A DAD'S LIFE:After much consideration, a few years back, the missus and I packed up and left Dublin ,where we had both lived most of our lives, for a taste of country living. We balanced all the obvious positives of such a move against the negatives of how much we would miss the city and friends and family. Friends and family could visit; we could visit the city. How bad could it be? Not bad at all.
Another factor that we flirted around, but didn’t like to voice because it would make us sound like overprotective, nonsensically paranoid parents, was that we figured such a move would be beneficial to the kids. I had been happy for a long time to think of my girls growing up in the shadow of Croke Park, but before our departure a couple of less than savoury local incidents made me wonder would an alternative be preferable.
We upped sticks and moved. We can always come back, we said. But the thing is, because the kids put down roots way faster than us, we can’t really. We’ve been here only a few years, but they’ve been here more than half their lives at this stage. This is home.
No matter how we may feel about that particular anchor, I tell myself to retain the same positivity. The kids are happy, have fantastic friends and are receiving an education with class numbers we couldn’t have hoped for before the move. And they’re in a super-safe, cotton-candy environment.
Then I read about the death of Erin Gallagher from Co Donegal, who took her own life after alleging she had been bullied in an online discussion forum, and I realise this notion of geographical safety is nonsense.
Growing up is hard and kids can be nasty. You can box yours in bubblewrap, but sure as a 15-year-old can’t resist squeezing a whitehead, they’ll find ways to hurt each other. They can be wonderful and generous and caring to each other too, but some will suffer and we will continue to have sad stories like that of Erin Gallagher.
Social media annoys me for any number of reasons. Principal among them is its own insistence that it is crucial to humanity, as if it is a miracle we survived for as long as we did before Facebook arrived. Close on the heels of that lie, rumbling on every day and night, is social media’s utterance of banalities.
People tweet and status-update utter dross ad nauseam. Public companies, philosophers, politicians, premiership footballers, popstars, they’re all at it. They spew their thoughts and they are
published and gain credence. If they are repeated, liked, shared, retweeted, or whatever, they gain further kudos. Merit is granted on the spread of a witticism, or an insult, or a nauseating sentimental insight, at the speed of a finger-tap.
I’m sure there are positives, but I really don’t care – now the novelty has worn off – about seeing your 75 blurred photos from Friday night on Leeson Street and I doubly don’t care that you have retweeted Joey Barton’s thoughts on the state of, well, anything, as if the two of you are now bezzies.
I have been guilty of this myself many times. Checking back into Facebook to see if anyone else has commented on my oh-so-hilarious snap of our dog dressed in a tutu. I’ve felt the rush of approval gained from lols and rofls, urgh, and I want to slap myself hard in the mush for the thrill it provided. If I, a big, hairy, grown fella, am seeking approval and bigging up my self-worth from likes online, how can a teenager, searching to understand the person they are becoming, not believe in the importance and value of opinion on the internet? Even if this opinion is supplied by the same people they see in class every day, but this time in cyberspace, where everyone can see, and laugh, and judge.
It’s insidious, but to blame social media for Erin Gallagher’s death, which I would love to, is to shoot the messenger. Kids are delicate and teenagers, despite their near-adult bulk and their confident attitude, are floundering their way out of an earlier, cocooned, kid existence. An existence as inextricably linked to the online world as it is to the world they walk out into every morning.
Whatever walls you put up, the world seeps in, more easily now than ever before. But the rules remain the same: mind those kids until they can mind themselves. Then mind them some more.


**Task objective:** Go over the lines below, and when one contains the word "title", copy it.

Segment Start: Provided records

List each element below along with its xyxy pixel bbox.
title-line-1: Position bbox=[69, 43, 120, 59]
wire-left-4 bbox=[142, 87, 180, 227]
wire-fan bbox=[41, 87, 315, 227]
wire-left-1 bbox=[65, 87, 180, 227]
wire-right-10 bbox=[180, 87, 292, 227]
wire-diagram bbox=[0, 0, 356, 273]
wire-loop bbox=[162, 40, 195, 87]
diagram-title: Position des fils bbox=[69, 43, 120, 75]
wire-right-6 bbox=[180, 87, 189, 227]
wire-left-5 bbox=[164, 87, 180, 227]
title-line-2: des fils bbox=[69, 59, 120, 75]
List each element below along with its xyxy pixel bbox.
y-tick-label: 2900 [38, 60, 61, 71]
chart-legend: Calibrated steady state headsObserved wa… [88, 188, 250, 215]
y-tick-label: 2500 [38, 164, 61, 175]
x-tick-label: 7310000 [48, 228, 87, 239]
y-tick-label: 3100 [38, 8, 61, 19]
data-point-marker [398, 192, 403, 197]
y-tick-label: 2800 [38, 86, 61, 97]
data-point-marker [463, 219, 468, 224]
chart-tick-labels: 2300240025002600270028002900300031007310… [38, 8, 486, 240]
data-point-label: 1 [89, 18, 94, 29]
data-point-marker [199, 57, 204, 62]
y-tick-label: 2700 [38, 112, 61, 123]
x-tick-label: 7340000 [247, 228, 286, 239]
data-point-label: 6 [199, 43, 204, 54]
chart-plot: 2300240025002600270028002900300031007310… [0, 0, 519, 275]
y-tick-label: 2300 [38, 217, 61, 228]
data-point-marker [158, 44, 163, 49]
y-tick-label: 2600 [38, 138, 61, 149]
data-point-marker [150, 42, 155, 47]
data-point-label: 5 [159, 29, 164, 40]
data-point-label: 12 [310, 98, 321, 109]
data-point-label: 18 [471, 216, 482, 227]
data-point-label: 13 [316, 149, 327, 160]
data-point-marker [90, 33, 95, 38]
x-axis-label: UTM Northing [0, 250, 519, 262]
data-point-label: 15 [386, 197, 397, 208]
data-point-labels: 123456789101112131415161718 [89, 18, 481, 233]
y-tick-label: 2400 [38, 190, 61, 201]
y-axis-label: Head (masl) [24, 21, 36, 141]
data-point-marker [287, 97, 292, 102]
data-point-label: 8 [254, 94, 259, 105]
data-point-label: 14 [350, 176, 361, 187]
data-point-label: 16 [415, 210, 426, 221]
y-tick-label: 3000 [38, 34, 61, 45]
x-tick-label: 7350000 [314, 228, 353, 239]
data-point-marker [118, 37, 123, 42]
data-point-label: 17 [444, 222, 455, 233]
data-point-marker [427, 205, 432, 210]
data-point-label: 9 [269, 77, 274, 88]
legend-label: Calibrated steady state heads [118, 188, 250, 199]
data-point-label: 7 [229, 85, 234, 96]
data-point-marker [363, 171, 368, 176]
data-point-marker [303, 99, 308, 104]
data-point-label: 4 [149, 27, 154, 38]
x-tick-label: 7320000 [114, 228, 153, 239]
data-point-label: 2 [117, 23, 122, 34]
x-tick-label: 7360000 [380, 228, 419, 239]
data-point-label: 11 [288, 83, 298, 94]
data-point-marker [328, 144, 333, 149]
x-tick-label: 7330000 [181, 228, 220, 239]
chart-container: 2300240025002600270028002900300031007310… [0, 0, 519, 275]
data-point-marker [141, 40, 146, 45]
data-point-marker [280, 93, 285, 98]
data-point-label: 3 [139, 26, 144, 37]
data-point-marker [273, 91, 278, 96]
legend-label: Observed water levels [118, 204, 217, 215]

Segment End: Provided records

**Written response:**
title-line-1: Position bbox=[69, 43, 120, 59]
diagram-title: Position des fils bbox=[69, 43, 120, 75]
title-line-2: des fils bbox=[69, 59, 120, 75]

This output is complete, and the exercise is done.